My Story- I, like many of you, have had my own struggles with our parish transition and knowing that we have completed only part of the journey. I have known for quite some time about George’s retirement plans and yet it was a shock when it finally became real. I didn’t want to let go of him. I barely made it through my farewell remarks about George at the Friday night celebration without crying.

When I was asked to be on the transition team, I was honored and yet worried about keeping 4500 households happy when I knew we really would have much work and responsibility, maybe a little influence and no authority and no control. I feel a great weight from the worries that sit in the midst of our parish life about who will be sent to us and if he will be a fit. I’m hurt that it has to be a him and can’t be a her. I’m frustrated that after seeking out and interviewing 30 people that we haven’t secured the right fit. I have been confused and upset over Jim’s not being appointed. I can’t help the emotions. They just happen. But, spiritually, I have to decide what I am going to do with those emotions. There is the challenge.

For myself, I have continually found peace and faith and trust with my transition team partners. I have trust in the universe and the God that can hold us, just like the water holds the swimmer. I have vast trust in the resiliency of this entire community that no matter who comes here we will gain in our spiritual journey from that person in unpredictable ways. The new pastor will gain much from us and be influenced by us. That happened with George and with other pastors that we have had. It will happen again. I am not afraid that we will have an appointee who will challenge our deepest essence. We will remain Joan of Arc but in a new shell and we will all swim together. We are not alone. We are in a trustworthy world even when the temporary darkness seems threatening.

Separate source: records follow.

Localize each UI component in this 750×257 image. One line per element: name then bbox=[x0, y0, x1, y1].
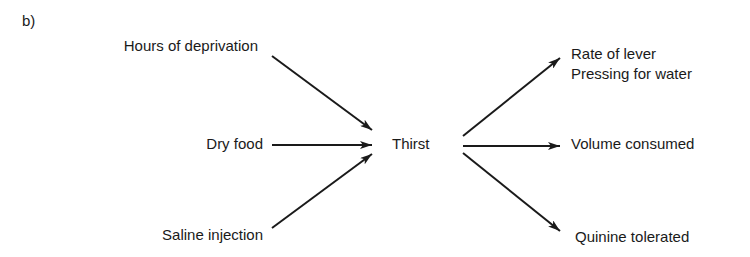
arrow-saline-to-thirst bbox=[272, 154, 372, 228]
arrow-thirst-to-lever bbox=[463, 58, 560, 136]
arrow-thirst-to-quinine bbox=[463, 153, 560, 231]
arrow-hours-to-thirst bbox=[272, 56, 372, 130]
arrows-layer bbox=[0, 0, 750, 257]
diagram-canvas: b) Hours of deprivation Dry food Saline … bbox=[0, 0, 750, 257]
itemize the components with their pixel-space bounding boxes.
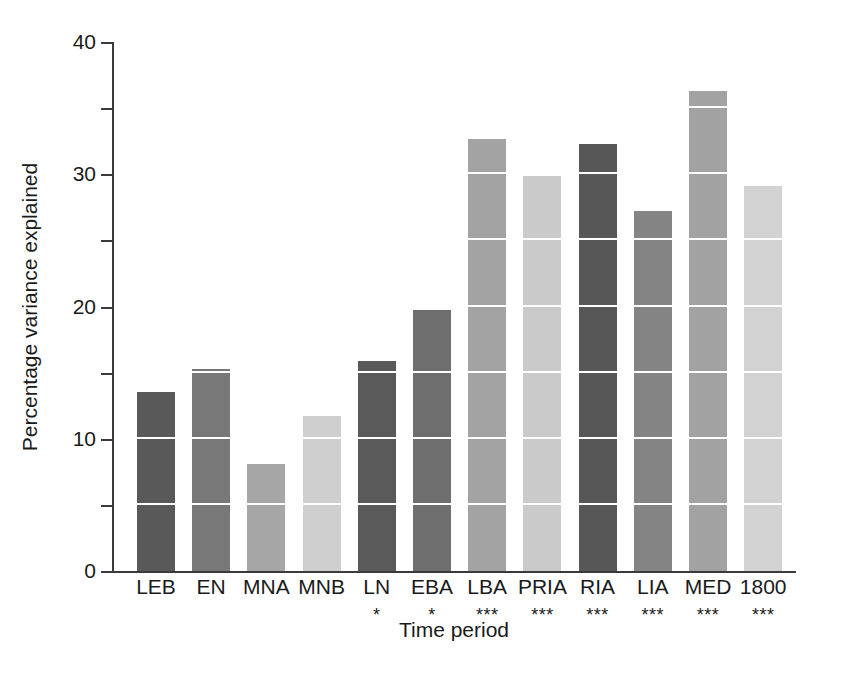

I feel called to act as a member of a peace church even when I feel threatened. I challenge myself to not create enemies where there are none. To the degree there is concerns with the hierarchy, I’m trying to practice love, the serenity prayer and integrate that with the Buddhist practice of nonattachment and I all I know from the Theory of Everything that I teach.

I have learned that sometimes our souls, both in our private lives and in our organizational lives, want us to take journeys that we don’t want to take. That is because, as Chardin pointed out, we are first and foremost spiritual beings who happen to be having a human experience. And our souls want us to go places we don’t want to go. When I go where my soul wants me to go and do it with trust and peace, it has taken me wonderful places I never dreamed possible.

There are pearls to be found in the dark times, in the vulnerable times, in the transitions that we don’t want and for reasons we may never know. The question is who do we want to live into being as we make the journey.